Wednesday August 17, 2016
Stillness, balance
3:35 a.m. Talking with Nancy last night, it seemed clear that the lesson she took away from last session isn’t the one I took. No, that isn’t quite what I mean. I mean, she as an example showed how different people hear different things in the same words than I hear as I’m writing them, or as I’m sending them later. Words don’t mean the same thing to different people – and I’m not talking about vocabulary here, or semantics, but meaning, communication.
That is an advantage as well as a disadvantage, as usual. Slippage is opportunity, not just inefficiency. Ambiguity is a door we can use to suggest things, and of course everybody is going to need different suggestions because no two people begin from the same places. The argument that convinces one person of free will strikes another as proof of interference, and a third of overall purpose, and a fourth of general confusion.
And that merely reinforces my idea that logic and chains of thought are more matters of convenience than proofs of anything [I wrote “everything”] – and even as I write that, I can feel myself demonstrating your point.
If, in exploring these things, you bear in mind slippage as a fact of life, and internal course-correction as another, you’ll breathe easier. It isn’t up to anybody’s feats of logic or exposition; all you can do and all you – anybody – need do is your best. That’ll be enough.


Copy out the data word for word. The images are not part of the copy.

(Data entries for graphics)
====

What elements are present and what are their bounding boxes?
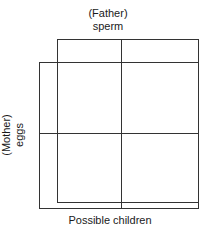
- father-label: (Father) sperm: [0, 7, 216, 33]
- mother-label-line2: eggs: [13, 114, 26, 156]
- mother-label-line1: (Mother): [0, 114, 13, 156]
- punnett-square-figure: (Father) sperm (Mother) eggs Possible ch…: [0, 0, 216, 237]
- punnett-grid: [0, 0, 216, 237]
- mother-rectangle: [40, 63, 199, 209]
- possible-children-label: Possible children: [20, 214, 200, 227]
- father-label-line1: (Father): [0, 7, 216, 20]
- mother-label: (Mother) eggs: [0, 90, 26, 180]
- father-rectangle: [58, 40, 199, 203]
- mother-label-rotated: (Mother) eggs: [0, 114, 26, 156]
- father-label-line2: sperm: [0, 20, 216, 33]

====

(Result)
What elements are present and what are their bounding boxes?
- father-label: (Father) sperm: [0, 7, 216, 33]
- mother-label-line2: eggs: [13, 114, 26, 156]
- mother-label-line1: (Mother): [0, 114, 13, 156]
- punnett-square-figure: (Father) sperm (Mother) eggs Possible ch…: [0, 0, 216, 237]
- punnett-grid: [0, 0, 216, 237]
- mother-rectangle: [40, 63, 199, 209]
- possible-children-label: Possible children: [20, 214, 200, 227]
- father-label-line1: (Father): [0, 7, 216, 20]
- mother-label: (Mother) eggs: [0, 90, 26, 180]
- father-rectangle: [58, 40, 199, 203]
- mother-label-rotated: (Mother) eggs: [0, 114, 26, 156]
- father-label-line2: sperm: [0, 20, 216, 33]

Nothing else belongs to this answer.